Keith Castellain Douglas was a British poet of the Second World War. He was known for the poems reflecting his military service experiences in North Africa during 1942 and 1943.
Made in a reportorial manner, his verses were full of irony and eloquence, and showed the misfortunes of war without expression of patriotism or protest typical for soldier poetry.
Background
Keith Castellain Douglas was born on January 24, 1920, in Royal Tunbridge Wells, Kent, United Kingdom. He was a son of Keith Sholto Douglas, a captain and the Military Cross recipient, and Marie Josephine Castellain.
Douglas’s mother suffered from encephalitis lethargica, and when the boy was six his father left the family. It hurt Keith who disagreed to meet his father after.
Douglas demonstrated his writing skills and passion for art at an early age. The first poetry collection was done by his teens. He loved drawing and often made sketches.
Education
Keith Castellain Douglas spent the most part of his childhood at boarding schools because of the early divorce of his parents.
Although the family was extremely poor, Douglas managed to enter a free school named Christ's Hospital in 1931.
Keith was a rebellious but brilliant student excelling in his studies and athletics, especially in the school's Officers Training Corps. Besides, he demonstrated his big talent in drawing and painting. The first published poem, ‘Dejection’, was issued in the famous journal New Verse while Douglas was still at the institution.
In 1938, Keith Douglas received a scholarship which allowed him to pursue his education at Merton College of the University of Oxford. During a couple of years he spent there, he was fully involved in the local literary life editing the college’s newspaper. He learned History and English under a famous poet Edmund Blunden. It was Blunden who encouraged Douglas to publish his poetry collection.
The start of Keith Castellain Douglas’s career can be counted from the editing activity at a weekly student newspaper of Oxford University called Cherwell during his studies at Merton College from 1938 to 1940. The same time, the six of his poems were chosen to be published in Eight Oxford Poets, an anthology organized by his fellows Michael Meyer and Sidney Keyes.
At the outbreak of the Second World War, Douglas subscribed as a volunteer for military duty. He started his military service in 1940 in the cavalry at 2nd Derbyshire Yeomanryat at Ripon. A year later, in July, the regiment was sent to North Africa where he served in Cairo and Palestine. While there, Douglas contributed a fiction called 'Death of a Horse' to Citadel periodical.
Wishing more combat experience, Douglas moved near to El Alamein where he assumed command of a tank troop at the beginning of the El Alamein offensive in October 1942. During the pause he made to cure the wound received a year later, Douglas wrote the most famous of his poems, including a kind of a war memoir ‘Alamein to Zem Zem’ which gathered the works based on the author’s combat experiences accompanied by his own illustrations.
Following his regiment on its way to the United Kingdom in order to prepare it for the D-Day invasion of France, Keith Douglas tried to publish ‘Alamein to Zem Zem’ and a poetry collection titled ‘Bête Noire’. He published fiction in Lilliput magazine.
On June 6, 1944, Keith Castellain Douglas participated in the D-Day invasion of Normandy. He was killed by enemy mortar fire three days later.
Many poems by Douglas were published and featured both in various anthologies and literary periodicals after his death, including 'The Little Red Mouth' in Stand magazine and 'Poets in This War' in Times Literary Supplement.
Keith Castellain Douglas believed that the war was the most appropriate literary topic of his time. He insisted that a soldier could write authentically about war like nobody else.
He was also obsessed with death, including his own. In many of his verses, the poet shared a prediction that he would not survive the war.
Personality
Quotes from others about the person
"Perhaps the only poet of his generation to build successfully on the achievement of [World War I era soldier-poets] Wilfrid Owen and Isaac Rosenberg, he is regarded as the finest British war poet of World War II and, by many, the finest poet of his generation." Desmond Graham, poet, critic and editor of war poetry
"[Douglas] truly becomes, with ‘Vergissmeinnicht,’ a poet for whom literary history and geopolitical history match: stereotypical boundaries are broken down." Linda M. Shires, educator, and writer
"[Douglas’s work] is not just that of a broken landscape or an exiled destroyed heart, but that of a civil war in which he sees and plays both sides." Linda M. Shires, educator, and writer
"[Douglas] invented a style that seems able to deal poetically with whatever it comes up against." Ted Hughes, poet
Interests
art
Sport & Clubs
swimming, horseback riding, rugby
Connections
Keith Castellain Douglas had a romantic relationship with a Chinese student, a daughter of a diplomat, Betty Sze. She turned down his offer of marriage.
Although he tried to live with another woman, Milena Guiterrez Penya, Sze stayed his unrequited love for the rest of his life and the source of his best romantic works.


◆ What to produce
Go through the records below and show every line with the string "axis".

◆ Exercise inputs

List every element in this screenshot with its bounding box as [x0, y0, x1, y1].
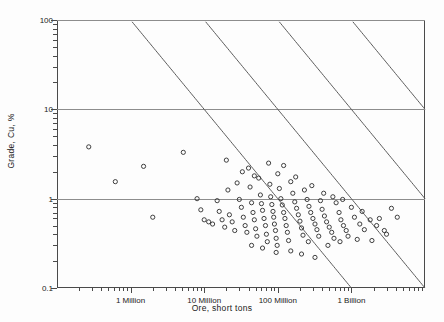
scatter-point [87, 145, 91, 149]
scatter-point [181, 150, 185, 154]
scatter-point [332, 236, 336, 240]
scatter-point [260, 246, 264, 250]
scatter-point [237, 197, 241, 201]
scatter-point [283, 216, 287, 220]
scatter-point [289, 249, 293, 253]
scatter-point [195, 197, 199, 201]
scatter-point [294, 175, 298, 179]
scatter-point [349, 205, 353, 209]
scatter-point [210, 222, 214, 226]
scatter-point [322, 214, 326, 218]
scatter-point [226, 188, 230, 192]
scatter-point [220, 218, 224, 222]
scatter-point [395, 215, 399, 219]
scatter-point [299, 252, 303, 256]
scatter-points [57, 20, 425, 288]
scatter-point [331, 195, 335, 199]
scatter-point [224, 158, 228, 162]
scatter-point [259, 202, 263, 206]
plot-area [57, 20, 425, 288]
scatter-point [255, 234, 259, 238]
x-axis-title: Ore, short tons [0, 303, 444, 313]
scatter-point [274, 236, 278, 240]
scatter-point [344, 228, 348, 232]
scatter-point [271, 209, 275, 213]
scatter-point [276, 172, 280, 176]
scatter-point [275, 243, 279, 247]
scatter-point [239, 205, 243, 209]
scatter-point [315, 228, 319, 232]
scatter-point [307, 204, 311, 208]
scatter-point [265, 240, 269, 244]
scatter-point [113, 180, 117, 184]
scatter-point [285, 230, 289, 234]
scatter-point [257, 176, 261, 180]
scatter-point [339, 218, 343, 222]
scatter-point [273, 228, 277, 232]
scatter-point [389, 206, 393, 210]
scatter-point [254, 227, 258, 231]
scatter-point [293, 200, 297, 204]
scatter-point [286, 238, 290, 242]
scatter-point [235, 181, 239, 185]
scatter-point [338, 240, 342, 244]
scatter-point [245, 230, 249, 234]
scatter-point [240, 170, 244, 174]
scatter-point [352, 215, 356, 219]
scatter-point [141, 164, 145, 168]
scatter-point [360, 209, 364, 213]
scatter-point [272, 215, 276, 219]
scatter-point [277, 186, 281, 190]
scatter-point [334, 201, 338, 205]
scatter-point [248, 185, 252, 189]
scatter-point [296, 213, 300, 217]
scatter-point [305, 197, 309, 201]
scatter-point [322, 191, 326, 195]
scatter-point [262, 216, 266, 220]
scatter-point [274, 250, 278, 254]
scatter-point [298, 219, 302, 223]
scatter-point [313, 255, 317, 259]
scatter-point [306, 240, 310, 244]
scatter-point [227, 213, 231, 217]
scatter-point [207, 220, 211, 224]
scatter-point [230, 220, 234, 224]
scatter-point [337, 210, 341, 214]
scatter-point [358, 222, 362, 226]
scatter-point [324, 220, 328, 224]
scatter-point [263, 223, 267, 227]
scatter-point [199, 208, 203, 212]
scatter-point [268, 182, 272, 186]
scatter-point [280, 203, 284, 207]
y-tick-major [51, 288, 57, 289]
scatter-point [252, 174, 256, 178]
scatter-point [309, 210, 313, 214]
scatter-point [355, 237, 359, 241]
scatter-point [260, 208, 264, 212]
scatter-point [267, 161, 271, 165]
scatter-point [301, 233, 305, 237]
scatter-point [249, 243, 253, 247]
scatter-point [246, 166, 250, 170]
scatter-point [270, 202, 274, 206]
scatter-point [377, 216, 381, 220]
scatter-point [284, 223, 288, 227]
scatter-point [202, 218, 206, 222]
scatter-point [243, 223, 247, 227]
scatter-point [299, 226, 303, 230]
scatter-point [217, 209, 221, 213]
scatter-point [279, 197, 283, 201]
scatter-point [269, 195, 273, 199]
scatter-point [282, 210, 286, 214]
scatter-point [289, 180, 293, 184]
scatter-point [318, 199, 322, 203]
scatter-point [151, 215, 155, 219]
y-axis-title: Grade, Cu, % [6, 86, 16, 196]
scatter-point [341, 197, 345, 201]
scatter-point [251, 210, 255, 214]
scatter-point [320, 207, 324, 211]
chart-figure: 0.1110100 1 Million10 Million100 Million… [0, 0, 444, 322]
scatter-point [294, 206, 298, 210]
scatter-point [346, 234, 350, 238]
scatter-point [264, 232, 268, 236]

◆ Problem solution
x-axis-title: Ore, short tons [0, 303, 444, 313]
y-axis-title: Grade, Cu, % [6, 86, 16, 196]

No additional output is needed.